A fantastic world with good combat and stiff challenge that is sadly missing its soul.

User Rating: 8 | Elden Ring PS5

I vowed I was not going to buy this game. I have a love-hate relationship with From Software games, and I was torn on whether I should really invest so much of my free time dying over and over in FS’s latest. And yet, I was drawn in again to another soulsborne experience.

Being frank, I will say I think this is a good game. At times, it is a great game. The world the player explores, known simply as the Lands Between, is a fascinating and engrossing place. It feels wondrous, sad, and ominous all at once in a way that truly draws you in. As with all soulsborne games, this game is very challenging, especially the boss fights. Personally, the boss fights don’t do anything for me; just my opinion, but it doesn’t add anything to the experience, and just serves as an obstacle in the way of getting back to what is, in my opinion, the best part of Elden Ring, which is exploring the vast world. It seems to really drag the pace down to an otherwise flowing combination of combat and discovery, but that’s just me.

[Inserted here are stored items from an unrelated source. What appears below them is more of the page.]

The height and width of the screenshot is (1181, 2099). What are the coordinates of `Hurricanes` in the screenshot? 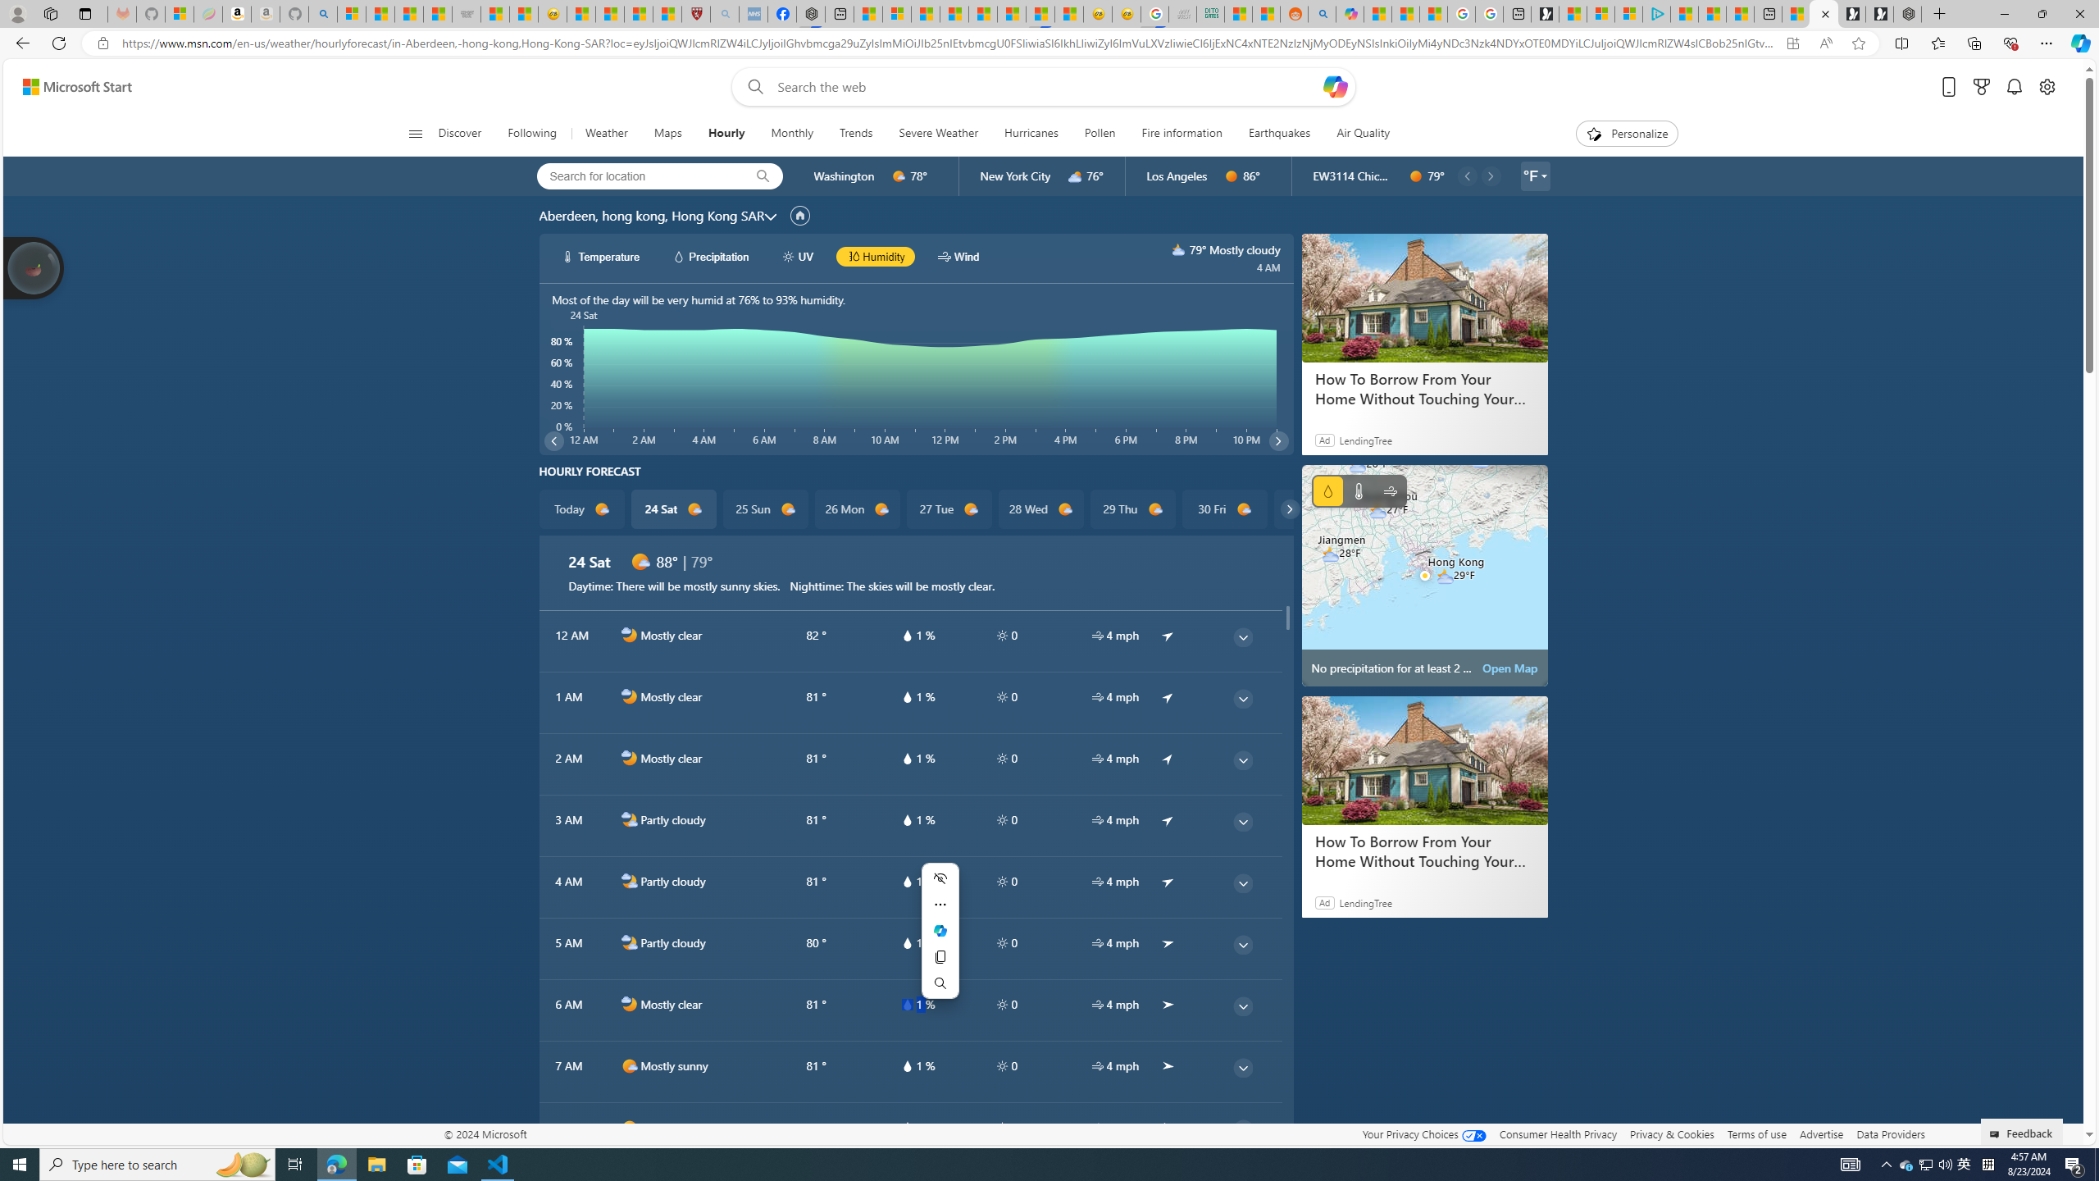 It's located at (1031, 134). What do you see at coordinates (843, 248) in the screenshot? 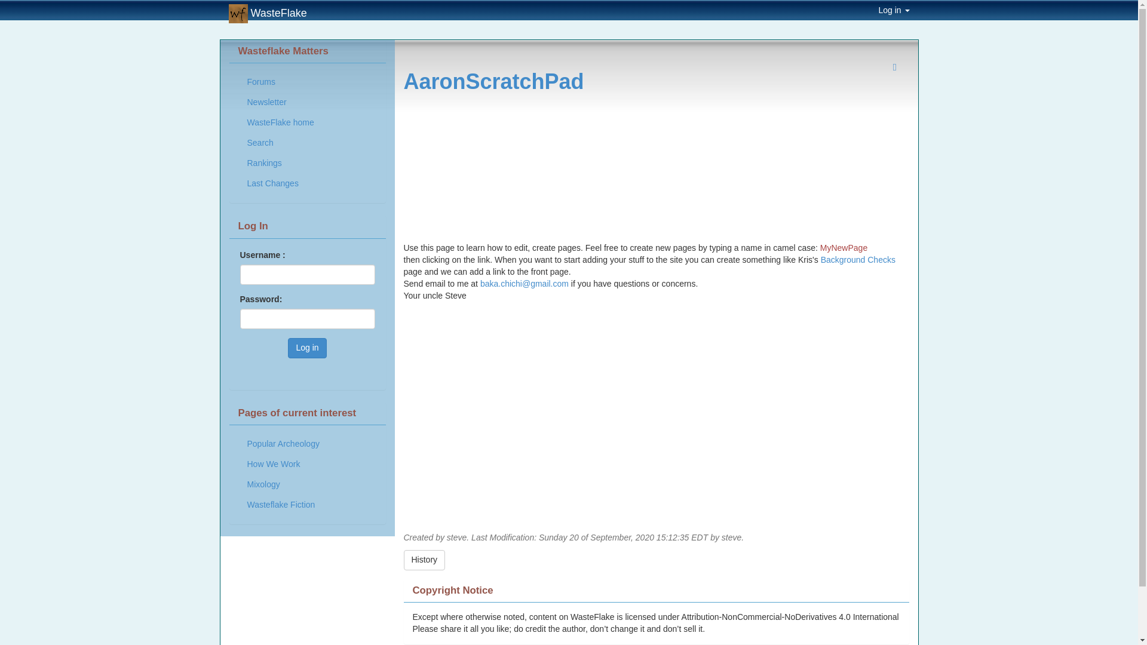
I see `MyNewPage` at bounding box center [843, 248].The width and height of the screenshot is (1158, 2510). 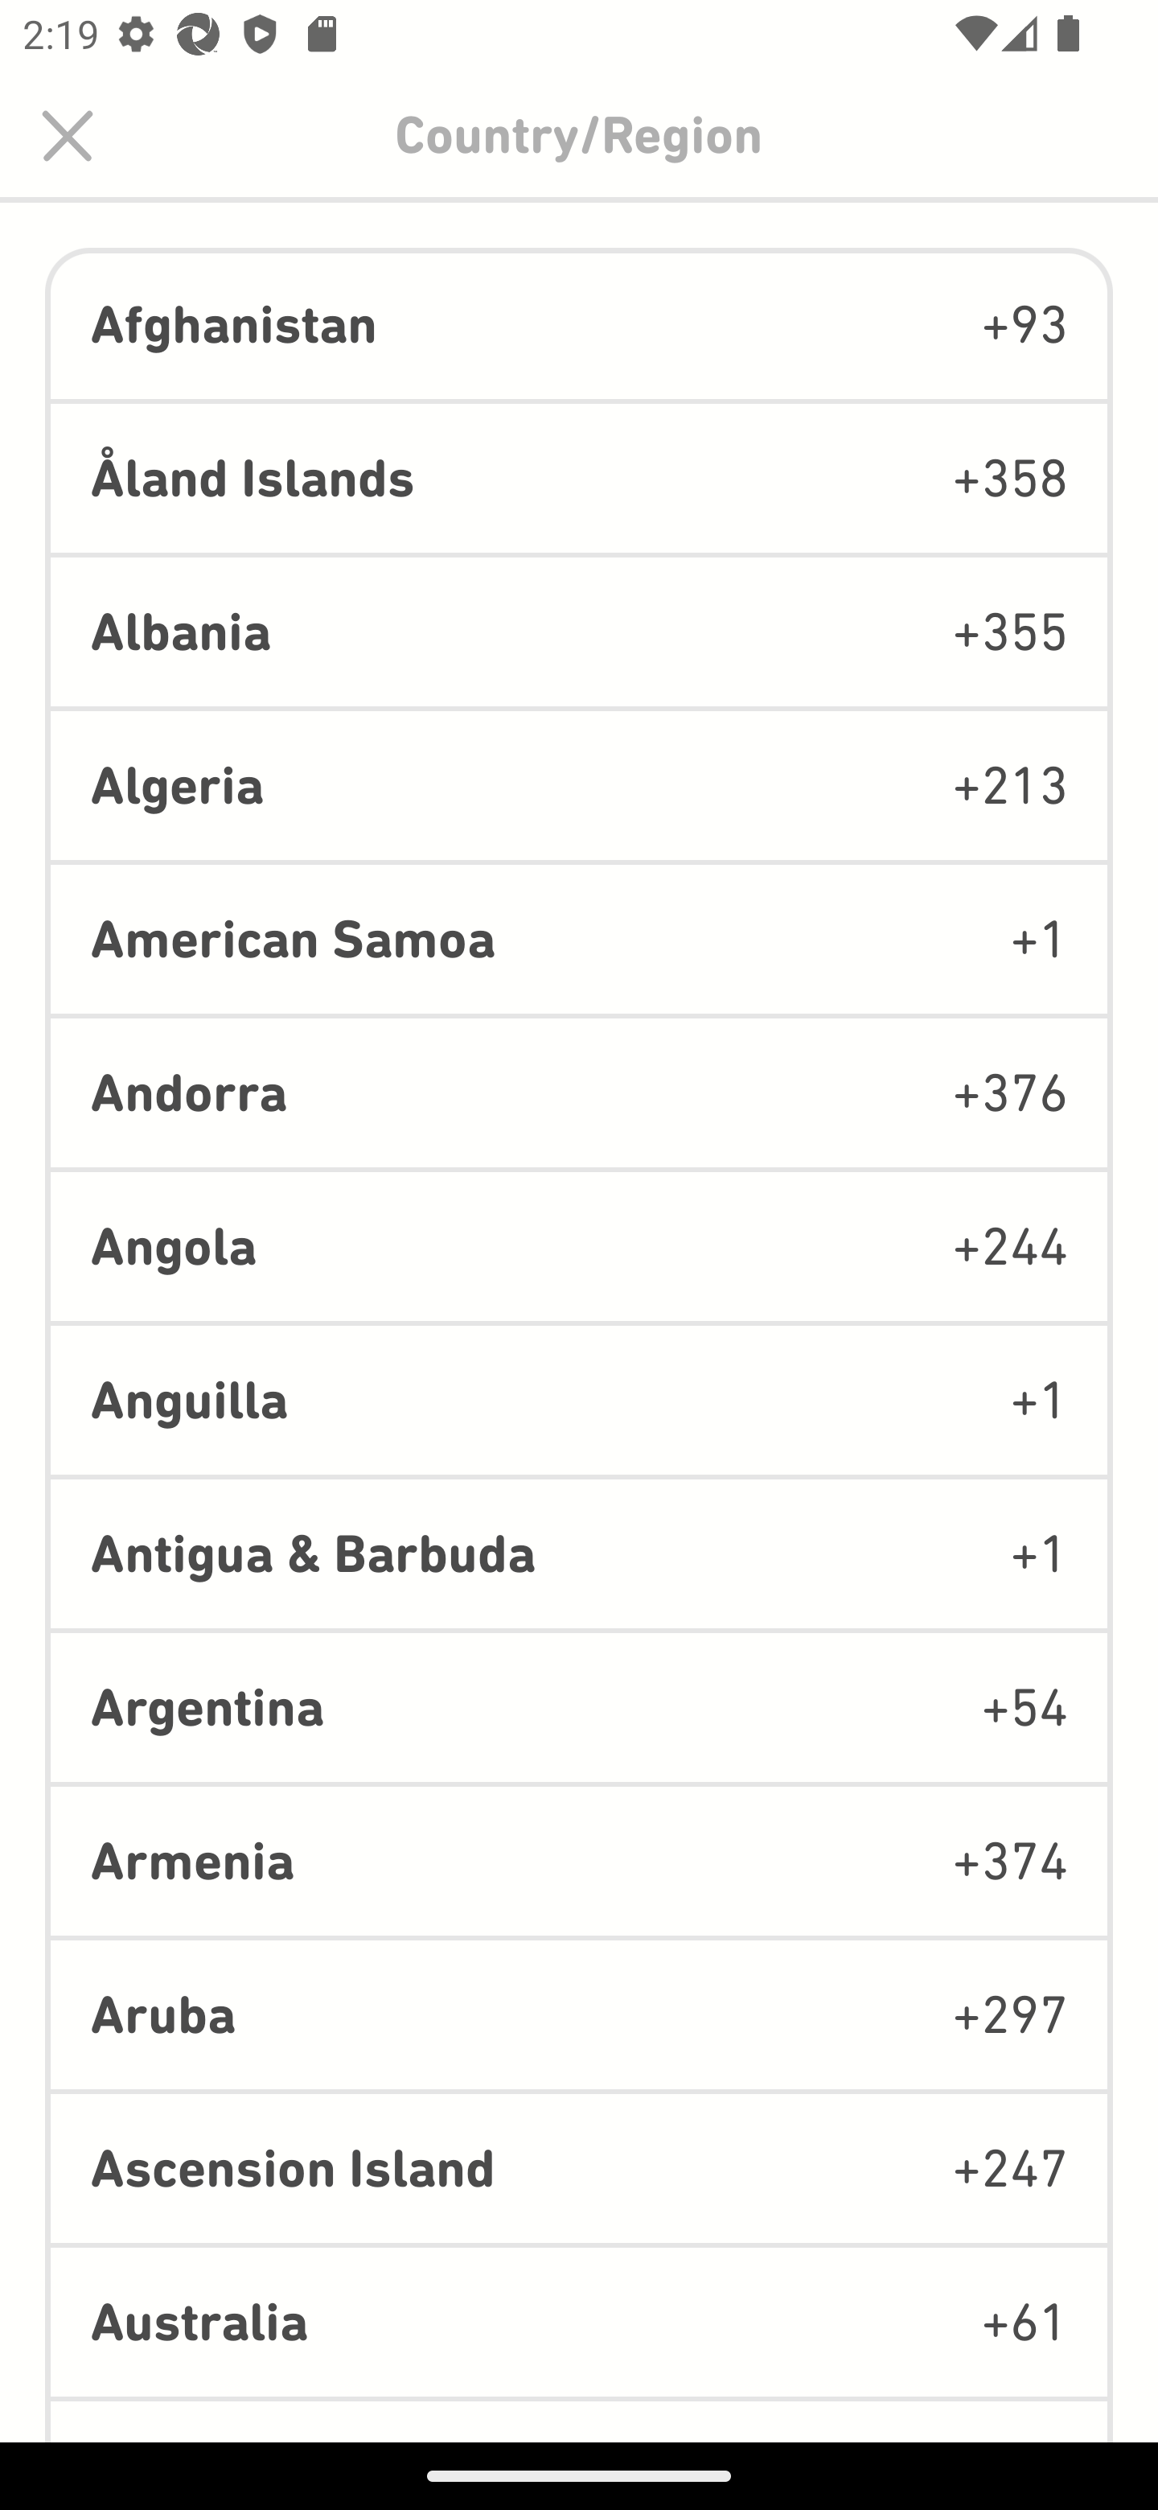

Combat feels like a natural progression of Dark Souls – dodging and waiting for an opening to strike the many monsters in the world is still the most prevalent focus of the combat. You get more magical options this time around though, which has given the fighting some much needed variety for the souls formula.

The area that the wonder and ‘magic’ start to unravel sadly is in the narrative, or rather, the lack of it altogether. Many hours in, after the initial awe I felt walking out into the Lands Between to fade, a sense of emptiness crept in. The world of Elden Ring looks fantastic; its characters, weapons, creatures, etc seem like they want to tell a story. But it is a story that is regrettably never told. There are a handful of NPC’s with quests and whatnot, but otherwise there is virtually no cinematics, cut scenes, no character building whatsoever; its like a great play with the stage set, actors all present, but there isn’t a script.

The absence of a true narrative or storytelling began to make to make me feel like my choices had no meaning. Okay, I get fighting these insane bosses is supposed to make me feel accomplished and that I “overcame adversity” – but why are these monsters adversaries of mine? Why does literally everything want to kill me so bad? I am tarnished, someone banished from the world, but why? It doesn’t’ matter if this character that is a boss was betrayed by this other character (also a boss you have to fight, later) and now they are mad or something, wants to kill the player. It has absolutely no bearing on the character you play. Again, It really makes it feel like choices don’t matter like killing a boss has no emotional weight other than “you did it!” In comparison to other open world games, this is where Elden Ring falls short. It feels less at times like a living, breathing universe and more like one big open arena to slaughter absolutely everything in sight; and that is the majority of activity in Elden Ring - you go to places, you fight, fight, fight. It has very deep lore, sure, but you are not, as a player, really rooted in any of it.

I still think this is a great open world game, don’t get me wrong; it is sad however that the connection, intimacy, and dynamics of a well told story are absent from it’s artistic, beautiful world. Because it’s world deserves to have its story told.